Exercise prompt: Print back every record below, exactly as it stands.

[[ Data listing, beginning ]]

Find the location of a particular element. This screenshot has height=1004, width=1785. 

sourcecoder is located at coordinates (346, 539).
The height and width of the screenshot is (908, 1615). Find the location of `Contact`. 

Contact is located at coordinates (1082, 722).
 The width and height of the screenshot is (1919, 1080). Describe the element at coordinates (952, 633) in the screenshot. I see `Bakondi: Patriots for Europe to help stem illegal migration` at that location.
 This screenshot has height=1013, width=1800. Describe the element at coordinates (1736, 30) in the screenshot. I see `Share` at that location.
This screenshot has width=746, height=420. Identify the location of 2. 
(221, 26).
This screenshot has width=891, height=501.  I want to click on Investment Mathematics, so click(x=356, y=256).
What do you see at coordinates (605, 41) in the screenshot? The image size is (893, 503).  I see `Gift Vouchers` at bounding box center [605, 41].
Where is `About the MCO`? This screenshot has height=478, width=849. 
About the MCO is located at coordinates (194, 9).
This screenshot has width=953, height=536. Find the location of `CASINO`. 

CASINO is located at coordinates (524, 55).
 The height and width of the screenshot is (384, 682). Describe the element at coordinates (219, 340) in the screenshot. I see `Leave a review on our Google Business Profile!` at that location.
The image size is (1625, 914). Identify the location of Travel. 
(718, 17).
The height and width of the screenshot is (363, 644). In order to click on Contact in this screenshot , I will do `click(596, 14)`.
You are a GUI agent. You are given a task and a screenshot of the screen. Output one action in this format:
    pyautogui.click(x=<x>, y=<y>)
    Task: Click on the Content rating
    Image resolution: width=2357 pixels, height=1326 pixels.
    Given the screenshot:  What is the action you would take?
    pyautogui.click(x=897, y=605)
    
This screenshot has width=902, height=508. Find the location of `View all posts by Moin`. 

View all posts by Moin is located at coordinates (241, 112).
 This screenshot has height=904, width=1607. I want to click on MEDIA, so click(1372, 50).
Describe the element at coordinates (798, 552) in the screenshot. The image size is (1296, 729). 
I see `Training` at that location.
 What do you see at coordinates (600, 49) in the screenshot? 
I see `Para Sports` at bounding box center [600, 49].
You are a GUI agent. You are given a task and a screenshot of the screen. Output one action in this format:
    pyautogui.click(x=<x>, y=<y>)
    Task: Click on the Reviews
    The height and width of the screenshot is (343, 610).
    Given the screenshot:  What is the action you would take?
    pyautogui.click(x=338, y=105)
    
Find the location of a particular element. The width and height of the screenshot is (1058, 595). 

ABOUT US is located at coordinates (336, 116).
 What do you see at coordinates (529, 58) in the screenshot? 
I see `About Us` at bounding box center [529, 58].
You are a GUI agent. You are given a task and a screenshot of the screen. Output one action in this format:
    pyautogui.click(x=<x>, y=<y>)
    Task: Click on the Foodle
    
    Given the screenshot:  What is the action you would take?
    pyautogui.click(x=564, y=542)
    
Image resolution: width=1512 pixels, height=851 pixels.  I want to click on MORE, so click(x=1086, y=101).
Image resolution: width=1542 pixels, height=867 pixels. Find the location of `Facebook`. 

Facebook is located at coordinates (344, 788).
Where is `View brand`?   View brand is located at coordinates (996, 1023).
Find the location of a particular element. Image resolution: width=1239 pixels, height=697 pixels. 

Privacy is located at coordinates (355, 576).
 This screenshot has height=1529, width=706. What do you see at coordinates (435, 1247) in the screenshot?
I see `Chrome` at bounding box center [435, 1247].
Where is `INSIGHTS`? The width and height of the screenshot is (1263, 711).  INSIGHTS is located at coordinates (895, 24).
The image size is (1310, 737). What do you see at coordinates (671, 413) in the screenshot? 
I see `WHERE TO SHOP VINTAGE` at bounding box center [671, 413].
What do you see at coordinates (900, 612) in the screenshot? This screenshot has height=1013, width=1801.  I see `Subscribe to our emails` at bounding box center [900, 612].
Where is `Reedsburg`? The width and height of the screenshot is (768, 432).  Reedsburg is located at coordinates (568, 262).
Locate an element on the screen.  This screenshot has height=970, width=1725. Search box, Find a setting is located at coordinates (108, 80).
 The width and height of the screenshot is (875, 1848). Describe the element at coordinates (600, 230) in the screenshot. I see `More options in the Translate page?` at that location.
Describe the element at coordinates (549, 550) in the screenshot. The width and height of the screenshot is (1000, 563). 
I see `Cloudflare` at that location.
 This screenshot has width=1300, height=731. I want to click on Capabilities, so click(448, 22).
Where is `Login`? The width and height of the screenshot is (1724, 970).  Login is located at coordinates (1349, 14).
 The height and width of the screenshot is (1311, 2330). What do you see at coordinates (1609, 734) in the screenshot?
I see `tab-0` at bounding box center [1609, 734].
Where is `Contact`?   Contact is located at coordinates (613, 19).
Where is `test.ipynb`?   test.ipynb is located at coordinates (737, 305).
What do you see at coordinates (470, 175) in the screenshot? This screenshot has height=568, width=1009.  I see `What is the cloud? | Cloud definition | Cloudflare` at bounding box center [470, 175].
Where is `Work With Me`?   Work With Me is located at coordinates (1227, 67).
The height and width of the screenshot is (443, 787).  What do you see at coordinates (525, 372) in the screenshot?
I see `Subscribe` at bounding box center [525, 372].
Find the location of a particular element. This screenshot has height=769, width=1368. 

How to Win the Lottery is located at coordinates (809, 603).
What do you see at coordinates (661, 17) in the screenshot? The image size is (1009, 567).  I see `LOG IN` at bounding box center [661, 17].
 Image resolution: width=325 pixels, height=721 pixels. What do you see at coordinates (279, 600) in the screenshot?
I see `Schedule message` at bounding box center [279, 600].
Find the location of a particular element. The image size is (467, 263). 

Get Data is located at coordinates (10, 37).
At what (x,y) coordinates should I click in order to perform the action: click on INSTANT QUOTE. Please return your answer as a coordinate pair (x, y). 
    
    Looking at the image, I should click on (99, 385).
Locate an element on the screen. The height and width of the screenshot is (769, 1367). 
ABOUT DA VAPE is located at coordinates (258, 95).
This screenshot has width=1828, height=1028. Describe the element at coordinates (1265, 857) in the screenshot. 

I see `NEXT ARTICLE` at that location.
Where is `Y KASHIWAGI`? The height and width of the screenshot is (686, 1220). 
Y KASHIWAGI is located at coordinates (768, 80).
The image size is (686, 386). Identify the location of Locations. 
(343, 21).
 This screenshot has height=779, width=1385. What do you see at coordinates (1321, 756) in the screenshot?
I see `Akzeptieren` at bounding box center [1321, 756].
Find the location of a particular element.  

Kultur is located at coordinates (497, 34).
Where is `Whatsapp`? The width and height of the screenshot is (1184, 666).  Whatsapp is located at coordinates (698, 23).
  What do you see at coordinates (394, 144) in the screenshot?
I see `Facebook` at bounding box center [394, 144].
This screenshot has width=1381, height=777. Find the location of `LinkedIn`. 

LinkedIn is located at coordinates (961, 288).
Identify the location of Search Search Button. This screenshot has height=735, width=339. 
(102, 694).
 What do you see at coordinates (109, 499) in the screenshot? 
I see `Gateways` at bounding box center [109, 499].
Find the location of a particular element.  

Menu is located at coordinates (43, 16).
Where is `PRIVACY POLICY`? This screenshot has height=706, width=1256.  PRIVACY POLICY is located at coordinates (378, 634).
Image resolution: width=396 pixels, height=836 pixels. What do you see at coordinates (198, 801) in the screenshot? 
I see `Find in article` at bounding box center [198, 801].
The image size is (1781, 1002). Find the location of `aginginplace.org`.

[[ Data listing, end ]]

Response box:
Find the location of a particular element. This screenshot has height=1004, width=1785. 

sourcecoder is located at coordinates (346, 539).
The height and width of the screenshot is (908, 1615). Find the location of `Contact`. 

Contact is located at coordinates (1082, 722).
 The width and height of the screenshot is (1919, 1080). Describe the element at coordinates (952, 633) in the screenshot. I see `Bakondi: Patriots for Europe to help stem illegal migration` at that location.
 This screenshot has height=1013, width=1800. Describe the element at coordinates (1736, 30) in the screenshot. I see `Share` at that location.
This screenshot has width=746, height=420. Identify the location of 2. 
(221, 26).
This screenshot has width=891, height=501.  I want to click on Investment Mathematics, so click(x=356, y=256).
What do you see at coordinates (605, 41) in the screenshot? The image size is (893, 503).  I see `Gift Vouchers` at bounding box center [605, 41].
Where is `About the MCO`? This screenshot has height=478, width=849. 
About the MCO is located at coordinates (194, 9).
This screenshot has width=953, height=536. Find the location of `CASINO`. 

CASINO is located at coordinates (524, 55).
 The height and width of the screenshot is (384, 682). Describe the element at coordinates (219, 340) in the screenshot. I see `Leave a review on our Google Business Profile!` at that location.
The image size is (1625, 914). Identify the location of Travel. 
(718, 17).
The height and width of the screenshot is (363, 644). In order to click on Contact in this screenshot , I will do `click(596, 14)`.
You are a GUI agent. You are given a task and a screenshot of the screen. Output one action in this format:
    pyautogui.click(x=<x>, y=<y>)
    Task: Click on the Content rating
    Image resolution: width=2357 pixels, height=1326 pixels.
    Given the screenshot:  What is the action you would take?
    pyautogui.click(x=897, y=605)
    
This screenshot has width=902, height=508. Find the location of `View all posts by Moin`. 

View all posts by Moin is located at coordinates (241, 112).
 This screenshot has height=904, width=1607. I want to click on MEDIA, so click(1372, 50).
Describe the element at coordinates (798, 552) in the screenshot. The image size is (1296, 729). 
I see `Training` at that location.
 What do you see at coordinates (600, 49) in the screenshot? 
I see `Para Sports` at bounding box center [600, 49].
You are a GUI agent. You are given a task and a screenshot of the screen. Output one action in this format:
    pyautogui.click(x=<x>, y=<y>)
    Task: Click on the Reviews
    The height and width of the screenshot is (343, 610).
    Given the screenshot:  What is the action you would take?
    pyautogui.click(x=338, y=105)
    
Find the location of a particular element. The width and height of the screenshot is (1058, 595). 

ABOUT US is located at coordinates (336, 116).
 What do you see at coordinates (529, 58) in the screenshot? 
I see `About Us` at bounding box center [529, 58].
You are a GUI agent. You are given a task and a screenshot of the screen. Output one action in this format:
    pyautogui.click(x=<x>, y=<y>)
    Task: Click on the Foodle
    
    Given the screenshot:  What is the action you would take?
    pyautogui.click(x=564, y=542)
    
Image resolution: width=1512 pixels, height=851 pixels.  I want to click on MORE, so click(x=1086, y=101).
Image resolution: width=1542 pixels, height=867 pixels. Find the location of `Facebook`. 

Facebook is located at coordinates (344, 788).
Where is `View brand`?   View brand is located at coordinates (996, 1023).
Find the location of a particular element. Image resolution: width=1239 pixels, height=697 pixels. 

Privacy is located at coordinates (355, 576).
 This screenshot has height=1529, width=706. What do you see at coordinates (435, 1247) in the screenshot?
I see `Chrome` at bounding box center [435, 1247].
Where is `INSIGHTS`? The width and height of the screenshot is (1263, 711).  INSIGHTS is located at coordinates (895, 24).
The image size is (1310, 737). What do you see at coordinates (671, 413) in the screenshot? 
I see `WHERE TO SHOP VINTAGE` at bounding box center [671, 413].
What do you see at coordinates (900, 612) in the screenshot? This screenshot has height=1013, width=1801.  I see `Subscribe to our emails` at bounding box center [900, 612].
Where is `Reedsburg`? The width and height of the screenshot is (768, 432).  Reedsburg is located at coordinates (568, 262).
Locate an element on the screen.  This screenshot has height=970, width=1725. Search box, Find a setting is located at coordinates (108, 80).
 The width and height of the screenshot is (875, 1848). Describe the element at coordinates (600, 230) in the screenshot. I see `More options in the Translate page?` at that location.
Describe the element at coordinates (549, 550) in the screenshot. The width and height of the screenshot is (1000, 563). 
I see `Cloudflare` at that location.
 This screenshot has width=1300, height=731. I want to click on Capabilities, so click(448, 22).
Where is `Login`? The width and height of the screenshot is (1724, 970).  Login is located at coordinates (1349, 14).
 The height and width of the screenshot is (1311, 2330). What do you see at coordinates (1609, 734) in the screenshot?
I see `tab-0` at bounding box center [1609, 734].
Where is `Contact`?   Contact is located at coordinates (613, 19).
Where is `test.ipynb`?   test.ipynb is located at coordinates (737, 305).
What do you see at coordinates (470, 175) in the screenshot? This screenshot has height=568, width=1009.  I see `What is the cloud? | Cloud definition | Cloudflare` at bounding box center [470, 175].
Where is `Work With Me`?   Work With Me is located at coordinates (1227, 67).
The height and width of the screenshot is (443, 787).  What do you see at coordinates (525, 372) in the screenshot?
I see `Subscribe` at bounding box center [525, 372].
Find the location of a particular element. This screenshot has height=769, width=1368. 

How to Win the Lottery is located at coordinates (809, 603).
What do you see at coordinates (661, 17) in the screenshot? The image size is (1009, 567).  I see `LOG IN` at bounding box center [661, 17].
 Image resolution: width=325 pixels, height=721 pixels. What do you see at coordinates (279, 600) in the screenshot?
I see `Schedule message` at bounding box center [279, 600].
Find the location of a particular element. The image size is (467, 263). 

Get Data is located at coordinates (10, 37).
At what (x,y) coordinates should I click in order to perform the action: click on INSTANT QUOTE. Please return your answer as a coordinate pair (x, y). 
    
    Looking at the image, I should click on (99, 385).
Locate an element on the screen. The height and width of the screenshot is (769, 1367). 
ABOUT DA VAPE is located at coordinates (258, 95).
This screenshot has width=1828, height=1028. Describe the element at coordinates (1265, 857) in the screenshot. 

I see `NEXT ARTICLE` at that location.
Where is `Y KASHIWAGI`? The height and width of the screenshot is (686, 1220). 
Y KASHIWAGI is located at coordinates (768, 80).
The image size is (686, 386). Identify the location of Locations. 
(343, 21).
 This screenshot has height=779, width=1385. What do you see at coordinates (1321, 756) in the screenshot?
I see `Akzeptieren` at bounding box center [1321, 756].
Find the location of a particular element.  

Kultur is located at coordinates (497, 34).
Where is `Whatsapp`? The width and height of the screenshot is (1184, 666).  Whatsapp is located at coordinates (698, 23).
  What do you see at coordinates (394, 144) in the screenshot?
I see `Facebook` at bounding box center [394, 144].
This screenshot has width=1381, height=777. Find the location of `LinkedIn`. 

LinkedIn is located at coordinates (961, 288).
Identify the location of Search Search Button. This screenshot has height=735, width=339. 
(102, 694).
 What do you see at coordinates (109, 499) in the screenshot? 
I see `Gateways` at bounding box center [109, 499].
Find the location of a particular element.  

Menu is located at coordinates (43, 16).
Where is `PRIVACY POLICY`? This screenshot has height=706, width=1256.  PRIVACY POLICY is located at coordinates (378, 634).
Image resolution: width=396 pixels, height=836 pixels. What do you see at coordinates (198, 801) in the screenshot? 
I see `Find in article` at bounding box center [198, 801].
The image size is (1781, 1002). Find the location of `aginginplace.org`.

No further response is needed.